The European emissions trading scheme ought to play a part,although restricting it for at least the first year to flights within the EU will exclude more than 60% of aircraft emissions in Europe. Most airlines are in favour. In the words of a British Airways spokesman, a failure to include carriers in emissions trading “would be very dangerous. It would increase the political pressure to take other measures against airlines.”

However, there are doubts that it will produce any cut in emissions. The first year of the scheme in 2005/2006 proved disappointing. The market price of carbon collapsed and the scheme led to no overall cuts in emissions.

Carbon offsetting is becoming popular as a way for individuals to show their concern about the impact of flying on the climate. But there are limits to its effectiveness. Many schemes involve planting trees to absorb carbon dioxide, which is only absorbed for the lifetime of the tree. As forests mature they release carbon dioxide. Now a committee of MPs plans to investigate offsetting schemes to see if they really do what is claimed.
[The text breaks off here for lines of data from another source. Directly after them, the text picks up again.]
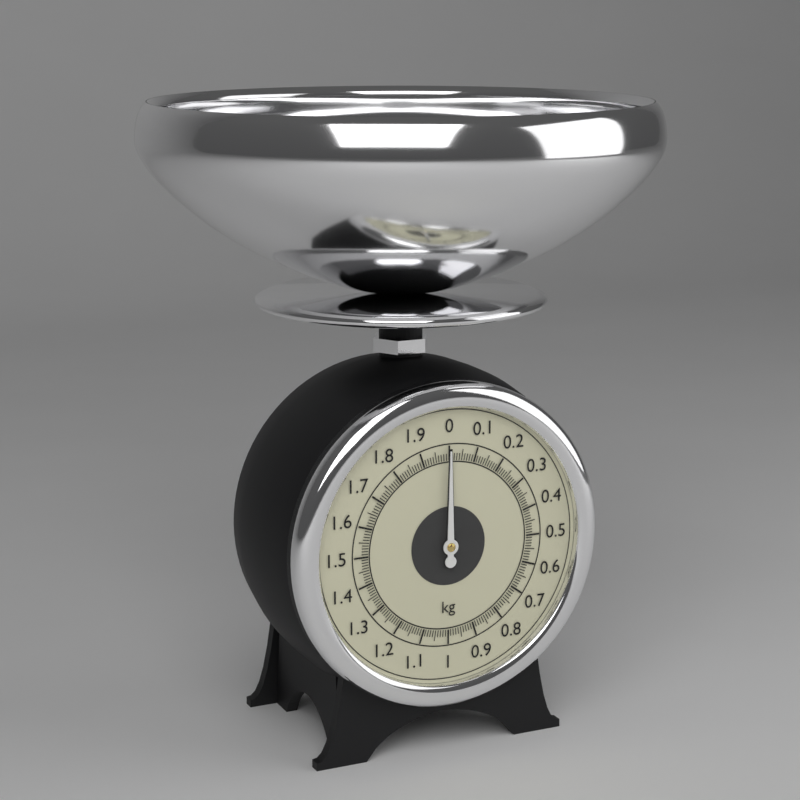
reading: 0.00 kg
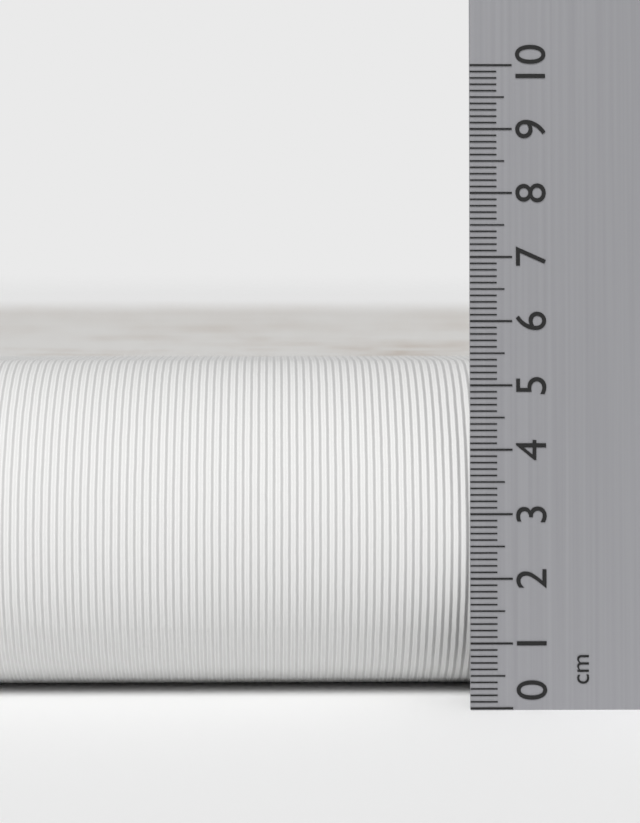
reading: 5.3 cm
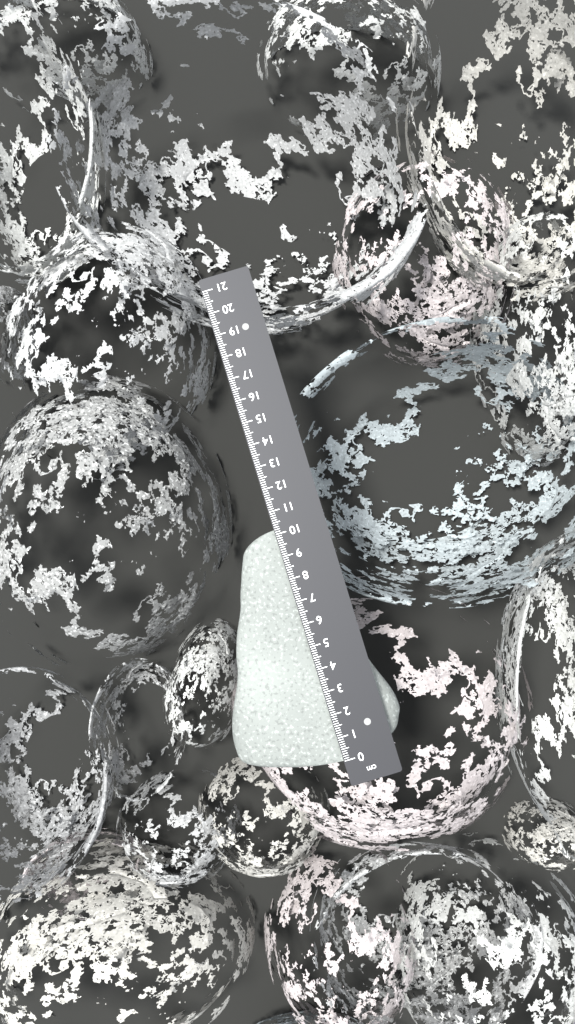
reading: 10.2 cm
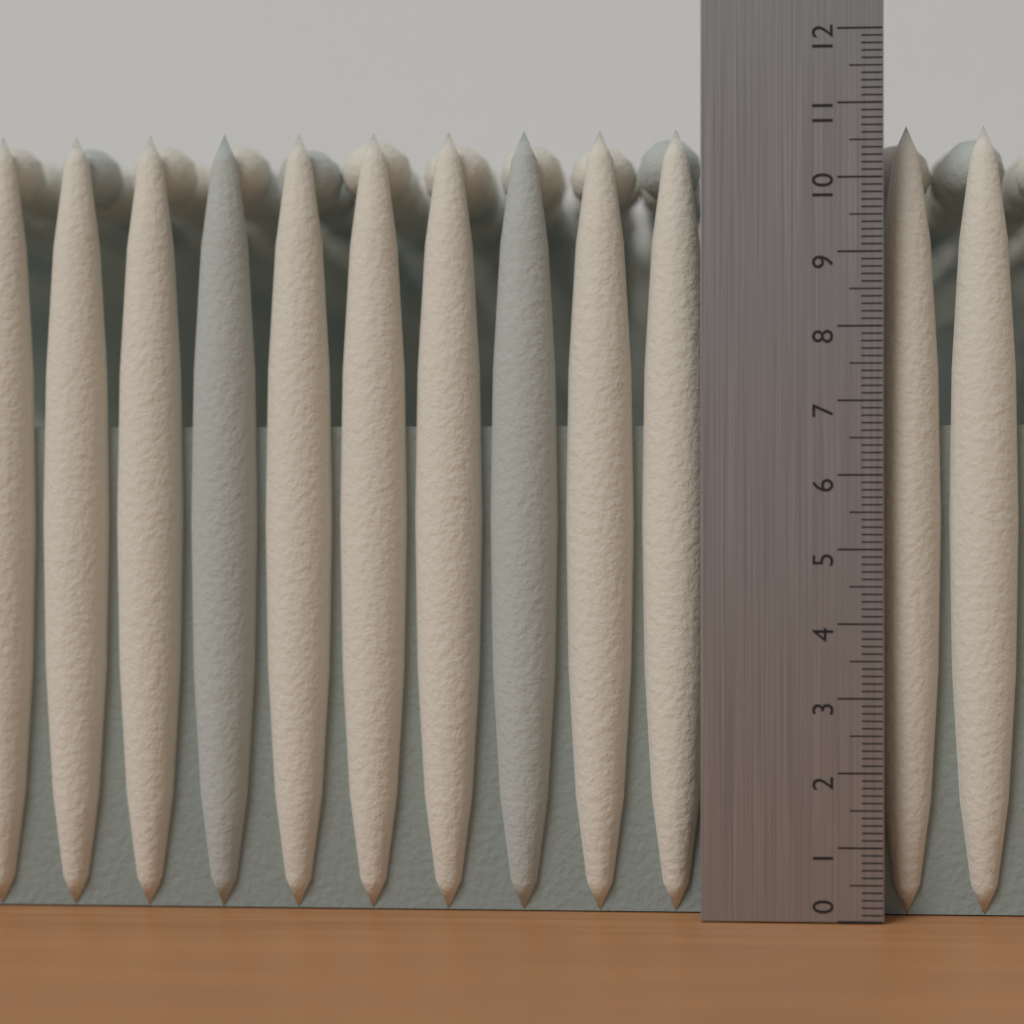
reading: 10.8 (no unit)
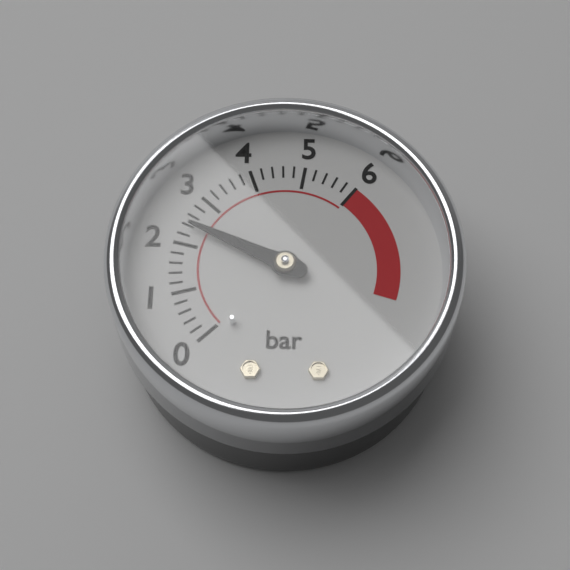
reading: 2.4 bar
Virgin chairman Sir Richard Branson has joined environmental groups in suggesting people should not fly if there are cleaner alternative forms of travel available. “People should think twice before flying domestically,” he says.

Leave aside the fact that Virgin Trains forms an important part of Branson’s business, it is not true that railways will always be less polluting than flying. A London-Manchester flight currently produces 13 times as much CO2 per passenger as a rail journey on the same route. But faster trains will cut the savings. At 220mph, a London-Edinburgh train journey would produce more CO2 per passenger than the comparable flight.

 

Aren’t there still doubts about whether the world is warming, whether humans are responsible, and whether this is a bad thing?

Polar bears are among the animals whose habitats are threatened by global warmingNo, the evidence on these questions is now overwhelming. The waters have been muddied by a handful of dissidents, often non-scientists, who receive substantial funds from sections of the fossil fuel industry and a sympathetic hearing from the US government.

The real arguments lie elsewhere. Climate scientists are debating how far and how fast the Earth will heat up, assuming the warming is gradual – as predicted by the IPCC. Many now argue this model is wrong and future warming will be sudden and extreme, as rising temperatures trigger changes in climate systems and release vast quantities of greenhouse gases trapped beneath oceans, ice and permafrost.

The EC warned last week: “Time is running out.”